Ids van der Weij – director at Ondernemend Oranje Kapitaal (OOK), a Dutch holding company launched in 2013 to invest in small and medium-sized enterprises (SMEs) – has attributed a lack of interest from pension funds to the OOK’s relatively small scale of planned investments.
To date, no Dutch pension funds have taken a stake in the investment vehicle, according to IPE sister publication PensioenPro.
“Many funds have a minimum amount they’d like to invest – for instance, €25m – while at the same time not exceeding a 15% stake in the investment,” Van der Weij said. “This often doesn’t match our format.”
He added: “And because smaller pension funds often outsource their asset management to larger players, they don’t invest through the OOK either.”
Van der Weij also cited the fact the OOK is a holding company with a “different” legal structure, as well as its lack of a track record.
The director said the OOK expected to make its first investments in Dutch SMEs soon, adding that the target return would be 15%.
None of the local-investment initiatives in the Netherlands has yet been able to report any progress on actual capital attracted, or investments made.
The Netherlands Investment Institution (NII), launched last October, is still developing proposals for concrete long-term investments in infrastructure, energy, sustainability, care and SMEs, according to its chief executive, Loek Sibbing.
And the Netherlands Enterprises Fund (Ondernemingsfonds), an initiative launched by the Dutch financial sector – including stock exchange Euronext and asset manager Robeco – said it was still a “work in progress”.
When it was launched in January last year, it said it aimed to generate €1bn to co-finance loans to local companies, and that it expected to issue its first loans in 2014.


> What is expected: Pull every line that includes the word "Classic" from the data.

> Given data:
━━━━━━━━━━━━━━━━━━━━━━━━━━━━━━
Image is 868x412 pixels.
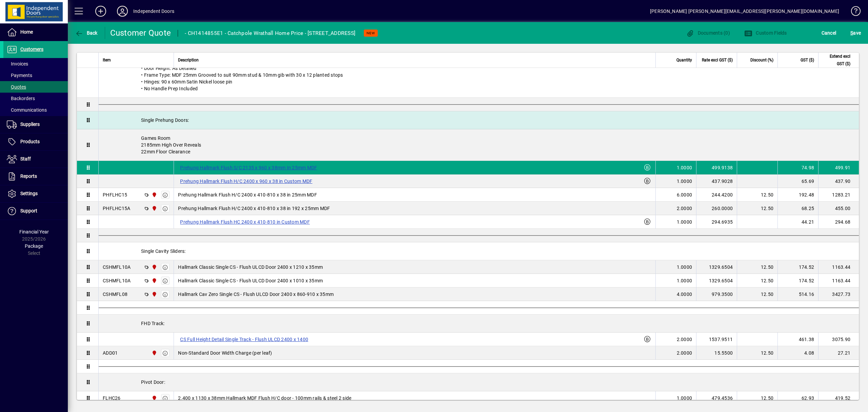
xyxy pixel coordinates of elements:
[778,202,818,215] td: 68.25
[178,277,323,284] span: Hallmark Classic Single CS - Flush ULCD Door 2400 x 1010 x 35mm
[701,277,733,284] div: 1329.6504
[701,350,733,357] div: 15.5500
[178,177,314,185] label: Prehung Hallmark Flush H/C 2400 x 960 x 38 in Custom MDF
[4,69,68,81] a: Payments
[178,336,310,343] label: CS Full Height Detail Single Track - Flush ULCD 2400 x 1400
[677,263,692,270] span: 1.0000
[103,350,118,357] div: ADD01
[677,191,692,198] span: 6.0000
[178,263,323,270] span: Hallmark Classic Single CS - Flush ULCD Door 2400 x 1210 x 35mm
[736,188,778,202] td: 12.50
[103,205,130,212] div: PHFLHC15A
[20,156,31,162] span: Staff
[850,30,853,36] span: S
[701,219,733,226] div: 294.6935
[778,260,818,274] td: 174.52
[701,336,733,343] div: 1537.9511
[103,291,127,298] div: CSHMFL08
[818,188,859,202] td: 1283.21
[133,6,174,17] div: Independent Doors
[677,178,692,184] span: 1.0000
[848,27,862,39] button: Save
[178,56,199,64] span: Description
[846,1,860,23] a: Knowledge Base
[150,277,158,284] span: Christchurch
[99,130,859,160] div: Games Room 2185mm High Over Reveals 22mm Floor Clearance
[178,394,351,401] span: 2.400 x 1130 x 38mm Hallmark MDF Flush H/C door - 100mm rails & steel 2 side
[778,333,818,346] td: 461.38
[778,391,818,405] td: 62.93
[818,215,859,228] td: 294.68
[686,30,730,36] span: Documents (0)
[677,219,692,226] span: 1.0000
[818,174,859,188] td: 437.90
[736,346,778,359] td: 12.50
[818,260,859,274] td: 1163.44
[178,205,330,212] span: Prehung Hallmark Flush H/C 2400 x 410-810 x 38 in 192 x 25mm MDF
[677,291,692,298] span: 4.0000
[99,242,859,260] div: Single Cavity Sliders:
[4,116,68,133] a: Suppliers
[4,81,68,92] a: Quotes
[820,27,838,39] button: Cancel
[801,56,814,64] span: GST ($)
[778,161,818,174] td: 74.98
[818,346,859,359] td: 27.21
[103,263,130,270] div: CSHMFL10A
[7,84,26,90] span: Quotes
[103,56,111,64] span: Item
[178,291,334,298] span: Hallmark Cav Zero Single CS - Flush ULCD Door 2400 x 860-910 x 35mm
[818,333,859,346] td: 3075.90
[701,191,733,198] div: 244.4200
[677,336,692,343] span: 2.0000
[20,229,49,235] span: Financial Year
[103,191,127,198] div: PHFLHC15
[111,5,133,18] button: Profile
[677,277,692,284] span: 1.0000
[744,30,787,36] span: Custom Fields
[818,391,859,405] td: 419.52
[736,391,778,405] td: 12.50
[750,56,774,64] span: Discount (%)
[736,260,778,274] td: 12.50
[677,205,692,212] span: 2.0000
[90,5,111,18] button: Add
[701,263,733,270] div: 1329.6504
[818,287,859,301] td: 3427.73
[701,178,733,184] div: 437.9028
[7,107,47,113] span: Communications
[24,243,43,249] span: Package
[701,291,733,298] div: 979.3500
[68,27,105,39] app-page-header-button: Back
[150,263,158,271] span: Christchurch
[7,96,35,101] span: Backorders
[818,202,859,215] td: 455.00
[650,6,839,17] div: [PERSON_NAME] [PERSON_NAME][EMAIL_ADDRESS][PERSON_NAME][DOMAIN_NAME]
[7,61,28,67] span: Invoices
[701,164,733,171] div: 499.9138
[822,27,836,39] span: Cancel
[736,202,778,215] td: 12.50
[75,30,97,36] span: Back
[99,373,859,391] div: Pivot Door:
[4,168,68,185] a: Reports
[778,188,818,202] td: 192.48
[822,53,850,67] span: Extend excl GST ($)
[4,185,68,202] a: Settings
[778,346,818,359] td: 4.08
[684,27,732,39] button: Documents (0)
[20,208,37,214] span: Support
[677,164,692,171] span: 1.0000
[185,28,356,39] div: - CH1414855E1 - Catchpole Wrathall Home Price - [STREET_ADDRESS]
[110,27,172,39] div: Customer Quote
[178,191,317,198] span: Prehung Hallmark Flush H/C 2400 x 410-810 x 38 in 25mm MDF
[778,174,818,188] td: 65.69
[150,394,158,401] span: Christchurch
[7,73,32,78] span: Payments
[20,139,40,144] span: Products
[178,218,312,226] label: Prehung Hallmark Flush HC 2400 x 410-810 in Custom MDF
[743,27,789,39] button: Custom Fields
[103,277,130,284] div: CSHMFL10A
[20,46,43,52] span: Customers
[178,163,319,172] label: Prehung Hallmark Flush S/C 2135 x 960 x 38mm In 25mm MDF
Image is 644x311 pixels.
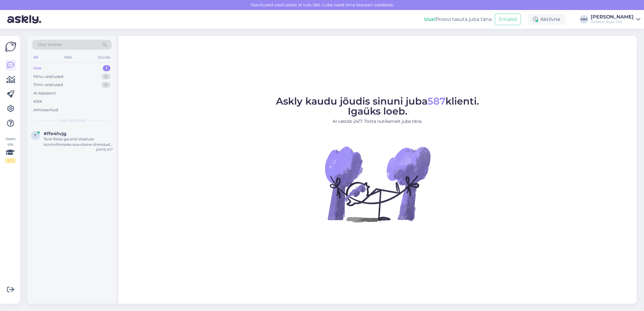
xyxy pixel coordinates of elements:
[424,16,435,22] b: Uus!
[33,74,63,80] div: Minu vestlused
[44,136,113,147] div: Tere! Relax garantii staatuse kontrollimiseks soovitame ühendust [PERSON_NAME] meie garantiispets...
[103,65,110,71] div: 1
[591,14,634,20] div: [PERSON_NAME]
[34,133,37,138] span: f
[33,82,63,88] div: Tiimi vestlused
[276,118,479,125] p: AI vastab 24/7. Tööta nutikamalt juba täna.
[102,82,110,88] div: 0
[33,90,56,97] div: AI Assistent
[580,15,588,24] div: MM
[424,16,492,23] div: Proovi tasuta juba täna:
[32,53,39,62] div: All
[427,95,445,107] span: 587
[5,136,16,163] div: Vaata siia
[102,74,110,80] div: 0
[33,65,41,71] div: Uus
[97,53,111,62] div: Socials
[5,158,16,163] div: 2 / 3
[495,14,520,25] button: Emailid
[591,14,640,24] a: [PERSON_NAME]Amserv Auto OÜ
[44,131,67,136] span: #ffe4hvjg
[96,147,113,152] div: [DATE] 9:17
[63,53,74,62] div: Web
[33,107,58,113] div: Arhiveeritud
[58,118,86,123] span: Uued vestlused
[276,95,479,117] span: Askly kaudu jõudis sinuni juba klienti. Igaüks loeb.
[37,41,62,48] span: Otsi kliente
[591,20,634,24] div: Amserv Auto OÜ
[5,41,16,52] img: Askly Logo
[33,98,42,105] div: Kõik
[528,14,565,25] div: Aktiivne
[323,129,432,239] img: No Chat active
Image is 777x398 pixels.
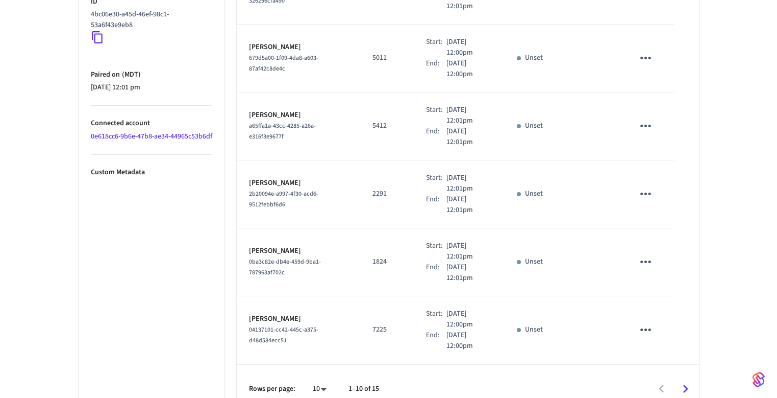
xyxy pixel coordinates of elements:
[426,105,447,126] div: Start:
[249,245,348,256] p: [PERSON_NAME]
[373,188,402,199] p: 2291
[426,194,447,215] div: End:
[249,42,348,53] p: [PERSON_NAME]
[426,126,447,147] div: End:
[249,178,348,188] p: [PERSON_NAME]
[447,105,492,126] p: [DATE] 12:01pm
[373,324,402,335] p: 7225
[249,189,318,209] span: 2b20094e-a997-4f30-acd6-9512febbf6d6
[447,330,492,351] p: [DATE] 12:00pm
[447,126,492,147] p: [DATE] 12:01pm
[525,120,543,131] p: Unset
[91,131,212,141] a: 0e618cc6-9b6e-47b8-ae34-44965c53b6df
[249,110,348,120] p: [PERSON_NAME]
[447,308,492,330] p: [DATE] 12:00pm
[426,172,447,194] div: Start:
[525,324,543,335] p: Unset
[249,121,316,141] span: a65ffa1a-43cc-4285-a26a-e316f3e9677f
[447,37,492,58] p: [DATE] 12:00pm
[447,58,492,80] p: [DATE] 12:00pm
[426,240,447,262] div: Start:
[447,240,492,262] p: [DATE] 12:01pm
[525,188,543,199] p: Unset
[308,381,332,396] div: 10
[373,256,402,267] p: 1824
[349,383,379,394] p: 1–10 of 15
[447,172,492,194] p: [DATE] 12:01pm
[426,308,447,330] div: Start:
[249,54,318,73] span: 679d5a00-1f09-4da8-a603-87af42c8de4c
[249,383,295,394] p: Rows per page:
[753,371,765,387] img: SeamLogoGradient.69752ec5.svg
[426,37,447,58] div: Start:
[91,69,212,80] p: Paired on
[426,330,447,351] div: End:
[447,262,492,283] p: [DATE] 12:01pm
[426,262,447,283] div: End:
[373,120,402,131] p: 5412
[91,82,212,93] p: [DATE] 12:01 pm
[373,53,402,63] p: 5011
[249,257,321,277] span: 0ba3c82e-db4e-459d-9ba1-787963af702c
[249,325,318,344] span: 04137101-cc42-445c-a375-d48d584ecc51
[525,53,543,63] p: Unset
[91,167,212,178] p: Custom Metadata
[525,256,543,267] p: Unset
[447,194,492,215] p: [DATE] 12:01pm
[91,118,212,129] p: Connected account
[91,9,208,31] p: 4bc06e30-a45d-46ef-98c1-53a6f43e9eb8
[249,313,348,324] p: [PERSON_NAME]
[426,58,447,80] div: End:
[120,69,141,80] span: ( MDT )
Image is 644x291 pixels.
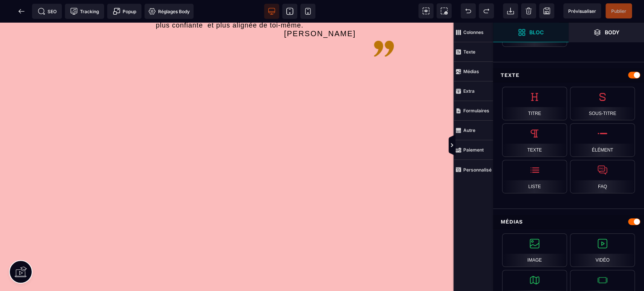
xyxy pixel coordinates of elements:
[463,49,475,55] strong: Texte
[502,233,567,267] div: Image
[284,7,356,15] span: [PERSON_NAME]
[463,29,484,35] strong: Colonnes
[282,4,297,19] span: Voir tablette
[461,4,476,18] span: Défaire
[463,147,484,153] strong: Paiement
[453,42,493,62] span: Texte
[493,134,501,157] span: Afficher les vues
[14,4,29,19] span: Retour
[502,87,567,120] div: Titre
[32,4,62,19] span: Métadata SEO
[570,159,635,193] div: FAQ
[611,8,626,14] span: Publier
[493,215,644,229] div: Médias
[502,123,567,157] div: Texte
[70,7,99,15] span: Tracking
[570,123,635,157] div: Élément
[453,121,493,140] span: Autre
[453,81,493,101] span: Extra
[568,22,644,42] span: Ouvrir les calques
[570,87,635,120] div: Sous-titre
[521,4,536,18] span: Nettoyage
[605,29,619,35] strong: Body
[418,4,433,18] span: Voir les composants
[463,108,489,113] strong: Formulaires
[605,4,632,18] span: Enregistrer le contenu
[539,4,554,18] span: Enregistrer
[38,7,56,15] span: SEO
[493,22,568,42] span: Ouvrir les blocs
[453,159,493,179] span: Personnalisé
[503,4,518,18] span: Importer
[568,8,596,14] span: Prévisualiser
[529,29,543,35] strong: Bloc
[65,4,104,19] span: Code de suivi
[453,62,493,81] span: Médias
[463,69,479,74] strong: Médias
[144,4,194,19] span: Favicon
[463,127,475,133] strong: Autre
[563,4,601,18] span: Aperçu
[453,101,493,121] span: Formulaires
[453,22,493,42] span: Colonnes
[300,4,316,19] span: Voir mobile
[463,88,475,94] strong: Extra
[372,15,396,38] img: a0acb8a89a56a0f3441c8e502ebe910c_quoteR.png
[113,7,136,15] span: Popup
[148,7,190,15] span: Réglages Body
[502,159,567,193] div: Liste
[453,140,493,159] span: Paiement
[493,68,644,82] div: Texte
[107,4,141,19] span: Créer une alerte modale
[570,233,635,267] div: Vidéo
[436,4,452,18] span: Capture d'écran
[264,4,279,19] span: Voir bureau
[463,167,492,173] strong: Personnalisé
[479,4,493,18] span: Rétablir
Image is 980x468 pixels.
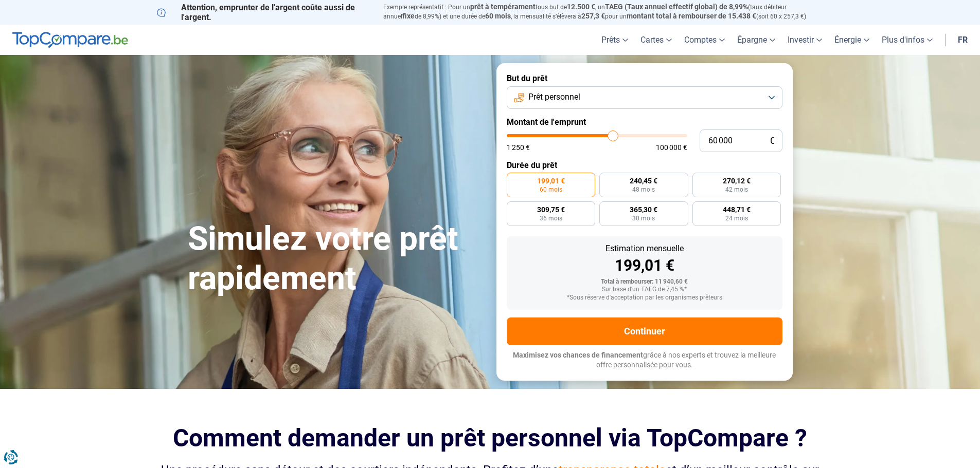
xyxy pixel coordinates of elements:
[157,3,371,22] p: Attention, emprunter de l'argent coûte aussi de l'argent.
[629,206,657,214] span: 365,30 €
[515,258,774,274] div: 199,01 €
[515,244,774,253] div: Estimation mensuelle
[507,143,530,151] span: 1 250 €
[626,12,756,20] span: montant total à rembourser de 15.438 €
[537,206,564,214] span: 309,75 €
[470,3,535,11] span: prêt à tempérament
[828,25,875,55] a: Énergie
[581,12,604,20] span: 257,3 €
[528,92,580,103] span: Prêt personnel
[632,215,654,222] span: 30 mois
[188,219,484,299] h1: Simulez votre prêt rapidement
[515,279,774,286] div: Total à rembourser: 11 940,60 €
[725,215,748,222] span: 24 mois
[537,178,564,184] span: 199,01 €
[770,137,774,145] span: €
[507,86,782,109] button: Prêt personnel
[507,160,782,170] label: Durée du prêt
[952,25,973,55] a: fr
[539,215,562,222] span: 36 mois
[723,206,750,214] span: 448,71 €
[567,3,595,11] span: 12.500 €
[383,3,823,21] p: Exemple représentatif : Pour un tous but de , un (taux débiteur annuel de 8,99%) et une durée de ...
[655,143,687,151] span: 100 000 €
[875,25,938,55] a: Plus d'infos
[604,3,748,11] span: TAEG (Taux annuel effectif global) de 8,99%
[515,286,774,294] div: Sur base d'un TAEG de 7,45 %*
[678,25,730,55] a: Comptes
[13,32,128,48] img: TopCompare
[629,178,657,184] span: 240,45 €
[507,117,782,127] label: Montant de l'emprunt
[513,351,643,360] span: Maximisez vos chances de financement
[539,187,562,193] span: 60 mois
[157,424,823,452] h2: Comment demander un prêt personnel via TopCompare ?
[730,25,781,55] a: Épargne
[507,350,782,370] p: grâce à nos experts et trouvez la meilleure offre personnalisée pour vous.
[507,73,782,83] label: But du prêt
[402,12,415,20] span: fixe
[781,25,828,55] a: Investir
[725,187,748,193] span: 42 mois
[723,178,750,184] span: 270,12 €
[485,12,511,20] span: 60 mois
[595,25,634,55] a: Prêts
[634,25,678,55] a: Cartes
[515,294,774,302] div: *Sous réserve d'acceptation par les organismes prêteurs
[507,318,782,345] button: Continuer
[632,187,654,193] span: 48 mois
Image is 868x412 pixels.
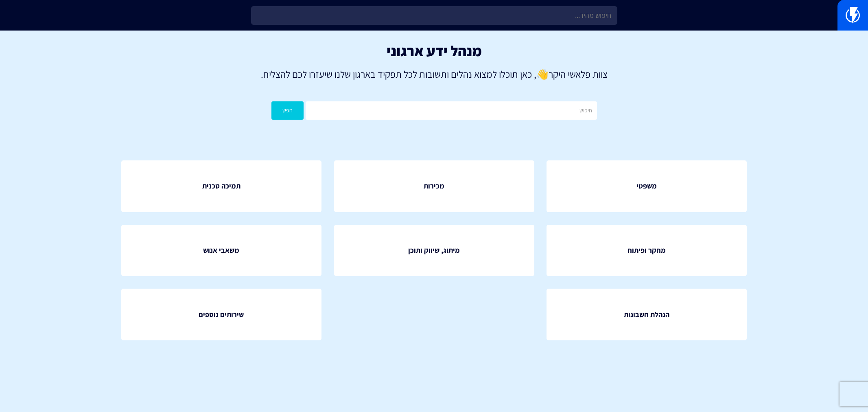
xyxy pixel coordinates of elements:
a: תמיכה טכנית [121,161,322,212]
span: שירותים נוספים [199,309,244,320]
a: משפטי [546,161,746,212]
a: מחקר ופיתוח [546,225,746,276]
span: משאבי אנוש [203,245,239,256]
button: חפש [272,101,304,120]
span: תמיכה טכנית [202,181,240,191]
input: חיפוש מהיר... [251,6,617,25]
span: משפטי [636,181,657,191]
a: הנהלת חשבונות [546,289,746,341]
span: מכירות [423,181,444,191]
p: צוות פלאשי היקר , כאן תוכלו למצוא נהלים ותשובות לכל תפקיד בארגון שלנו שיעזרו לכם להצליח. [12,67,856,81]
input: חיפוש [305,101,596,120]
span: מיתוג, שיווק ותוכן [408,245,460,256]
a: משאבי אנוש [121,225,322,276]
a: שירותים נוספים [121,289,322,341]
strong: 👋 [536,68,548,81]
a: מכירות [334,161,534,212]
a: מיתוג, שיווק ותוכן [334,225,534,276]
span: מחקר ופיתוח [628,245,666,256]
h1: מנהל ידע ארגוני [12,43,856,59]
span: הנהלת חשבונות [624,309,669,320]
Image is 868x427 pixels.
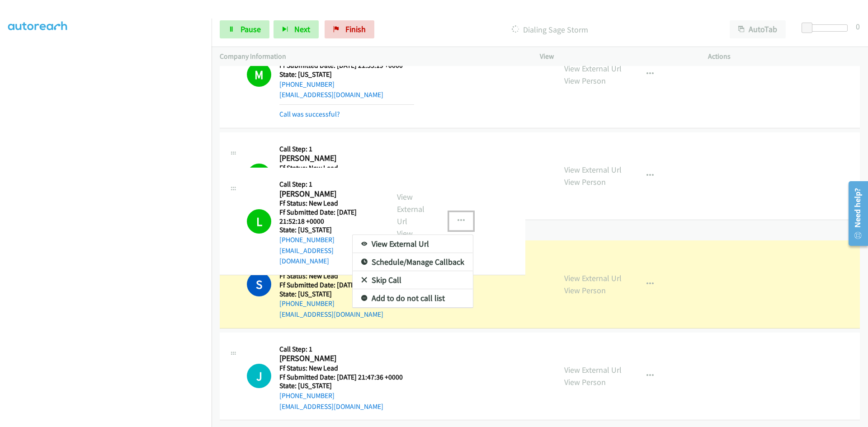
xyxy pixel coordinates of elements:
iframe: Resource Center [841,177,868,250]
a: View External Url [352,235,473,253]
a: Add to do not call list [352,289,473,307]
a: Schedule/Manage Callback [352,253,473,271]
a: Skip Call [352,271,473,289]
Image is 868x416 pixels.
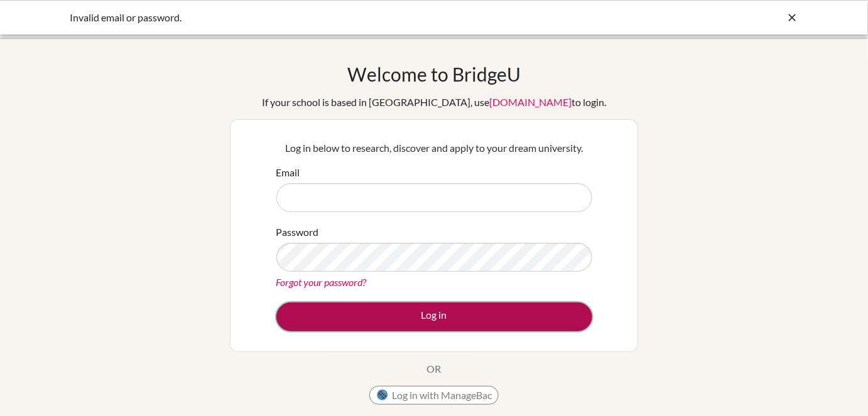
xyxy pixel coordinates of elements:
p: Log in below to research, discover and apply to your dream university. [276,141,592,156]
a: [DOMAIN_NAME] [489,96,571,108]
div: Invalid email or password. [70,10,610,25]
label: Password [276,224,319,239]
button: Log in with ManageBac [369,386,499,405]
p: OR [427,361,442,376]
a: Forgot your password? [276,276,367,288]
div: If your school is based in [GEOGRAPHIC_DATA], use to login. [262,95,606,110]
h1: Welcome to BridgeU [347,63,521,85]
label: Email [276,165,300,180]
button: Log in [276,302,592,331]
━━━━━━━━━━━━━━━━━━━━━━━━━━━━━━
> Result of this task:
[178,277,323,284] span: Hallmark Classic Single CS - Flush ULCD Door 2400 x 1010 x 35mm
[178,263,323,270] span: Hallmark Classic Single CS - Flush ULCD Door 2400 x 1210 x 35mm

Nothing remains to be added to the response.